Entertainment

Indian director facing threats over film poster of goddess with Pride flag

An Indian film director is facing multiple police cases for “hurting religious sentiments” over the poster for her new film, which depicts the Hindu goddess Kaali smoking a cigarette and clutching an LGBTQ+ flag.

Leena Manimekalai, an Indian film-maker currently based in Canada, was attacked online with thousands of threats of violence, rape and death after the poster of her short film, Kaali, which was aired in the Canadian city of Toronto on the weekend, went viral on social media.

A hashtag, “arrest Leena Manimekalai”, began trending. On Tuesday, two police cases – one in the Indian capital, Delhi, and another in the neighbouring state of Uttar Pradesh – were filed against the director and others involved in the film for a “disrespectful depiction” of a Hindu god and allegedly “hurting religious sentiments”.

The Indian High Commission in Canada also issued a statement, saying they had received complaints from members of the Hindu community over the poster and “urged Canadian authorities and the event organisers to withdraw all such provocative material.”

Manimekalai wrote and directed the film as part of her graduate film studies at a Toronto university. In the piece, the goddess Kaali inhabits Manimekalai’s body and wanders the city streets in a search for belonging. The scene pictured on the film’s poster captured a moment where she was sharing a cigarette with a homeless man while dressed as the goddess.

The Aga Khan Museum, who hosted the screening of the film in Toronto, issued an apology that the film and poster had “inadvertently caused offence to members of the Hindu and other faith communities.”

Manimekalai, who was born and raised Hindu in the south Indian state of Tamil Nadu but has now distanced herself from her religion, denied that her film was in any way disrespectful to the goddess or Hinduism. She defended her right to cultural freedom and freedom of expression in her art, and stated she “vehemently opposes censorship that comes within and from outside”.

“In rural Tamil Nadu, the state I come from, Kaali is believed to be a pagan goddess,” she said. “She eats meat cooked in goat’s blood, drinks arrack, smokes beedi [cigarettes] and dances wild … that is the Kaali I had embodied for the film.”

In the days since the film’s poster appeared online, Manimekalai said that she, her family and collaborators had received threats from over 200,000 accounts online, which she described as a “grand scale mass lynching” by right wing Hindu groups.

“I have all rights to take back my culture, traditions and texts from the fundamentalist elements,” she said. “These trolls have nothing to do with religion or faith.”

Manimekalai’s film is the latest in a long line of projects, from films and television series to adverts, comedy and theatre, which have been accused of “hurting Hindu religious sentiments” in India in recent months, in what many see as a rapid erosion of freedom of expression and the cultural sphere under the Hindu nationalist Bharatiya Janata Party (BJP).

Over the weekend, a theatre performance in the state of Karnataka was halted by a right-wing Hindu vigilante group because it contained Muslim characters and showed a Hindu-Muslim relationship.

Both Manimekalai’s debut feature, Sengadal, and her follow-up film, Maadathy: An Unfairy Tale, came up against the Indian censorship board. The director was also one of few who spoke out as part of the #MeToo movement, and has accused film-maker Susi Ganesan of sexual harassment. Ganesan filed defamation charges against her, and she temporarily had her passport impounded.

“It feels like the whole nation – that has now deteriorated from the largest democracy to the largest hate machine – wants to censor me,” said Manimekalai. “I do not feel safe anywhere at this moment.”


## Exercise description
Your task is to count the lines of the records that contain "this". Answer with the number and nothing else.

## Source data
'''
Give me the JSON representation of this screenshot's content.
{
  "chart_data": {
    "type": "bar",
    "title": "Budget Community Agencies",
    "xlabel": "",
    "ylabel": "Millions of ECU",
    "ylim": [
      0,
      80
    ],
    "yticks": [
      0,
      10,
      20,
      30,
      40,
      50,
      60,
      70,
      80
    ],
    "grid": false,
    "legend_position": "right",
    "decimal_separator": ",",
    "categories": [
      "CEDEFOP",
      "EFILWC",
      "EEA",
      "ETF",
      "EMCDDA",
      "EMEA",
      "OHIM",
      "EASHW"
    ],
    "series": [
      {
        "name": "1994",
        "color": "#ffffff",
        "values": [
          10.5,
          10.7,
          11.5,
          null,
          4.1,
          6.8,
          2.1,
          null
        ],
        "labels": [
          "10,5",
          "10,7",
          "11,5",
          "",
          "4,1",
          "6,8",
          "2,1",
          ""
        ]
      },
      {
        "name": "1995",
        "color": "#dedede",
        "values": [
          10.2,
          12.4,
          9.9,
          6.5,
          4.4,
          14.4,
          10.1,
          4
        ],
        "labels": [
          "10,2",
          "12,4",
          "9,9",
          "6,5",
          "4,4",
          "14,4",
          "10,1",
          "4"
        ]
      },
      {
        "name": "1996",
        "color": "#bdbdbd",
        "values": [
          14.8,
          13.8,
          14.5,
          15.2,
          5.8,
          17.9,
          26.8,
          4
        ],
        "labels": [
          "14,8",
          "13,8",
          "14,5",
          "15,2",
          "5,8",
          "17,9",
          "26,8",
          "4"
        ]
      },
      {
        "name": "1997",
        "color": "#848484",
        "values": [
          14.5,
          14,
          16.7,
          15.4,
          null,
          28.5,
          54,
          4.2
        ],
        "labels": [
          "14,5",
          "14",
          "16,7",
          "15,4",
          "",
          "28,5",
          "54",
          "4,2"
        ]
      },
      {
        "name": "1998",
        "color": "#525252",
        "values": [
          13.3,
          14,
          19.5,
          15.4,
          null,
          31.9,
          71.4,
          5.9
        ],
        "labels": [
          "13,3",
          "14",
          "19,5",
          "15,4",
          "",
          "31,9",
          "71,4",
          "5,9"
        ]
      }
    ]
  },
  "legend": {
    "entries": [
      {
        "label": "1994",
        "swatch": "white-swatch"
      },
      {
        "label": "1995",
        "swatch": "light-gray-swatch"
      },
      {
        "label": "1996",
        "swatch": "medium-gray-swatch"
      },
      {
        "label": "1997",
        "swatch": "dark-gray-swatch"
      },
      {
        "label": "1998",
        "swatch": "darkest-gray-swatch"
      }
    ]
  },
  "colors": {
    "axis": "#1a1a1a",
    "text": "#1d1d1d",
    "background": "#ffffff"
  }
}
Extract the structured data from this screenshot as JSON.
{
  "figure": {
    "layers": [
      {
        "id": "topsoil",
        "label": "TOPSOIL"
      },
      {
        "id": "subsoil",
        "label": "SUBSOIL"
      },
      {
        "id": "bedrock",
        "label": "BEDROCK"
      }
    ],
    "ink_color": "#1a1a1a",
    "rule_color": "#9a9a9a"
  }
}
'''
## The answer
2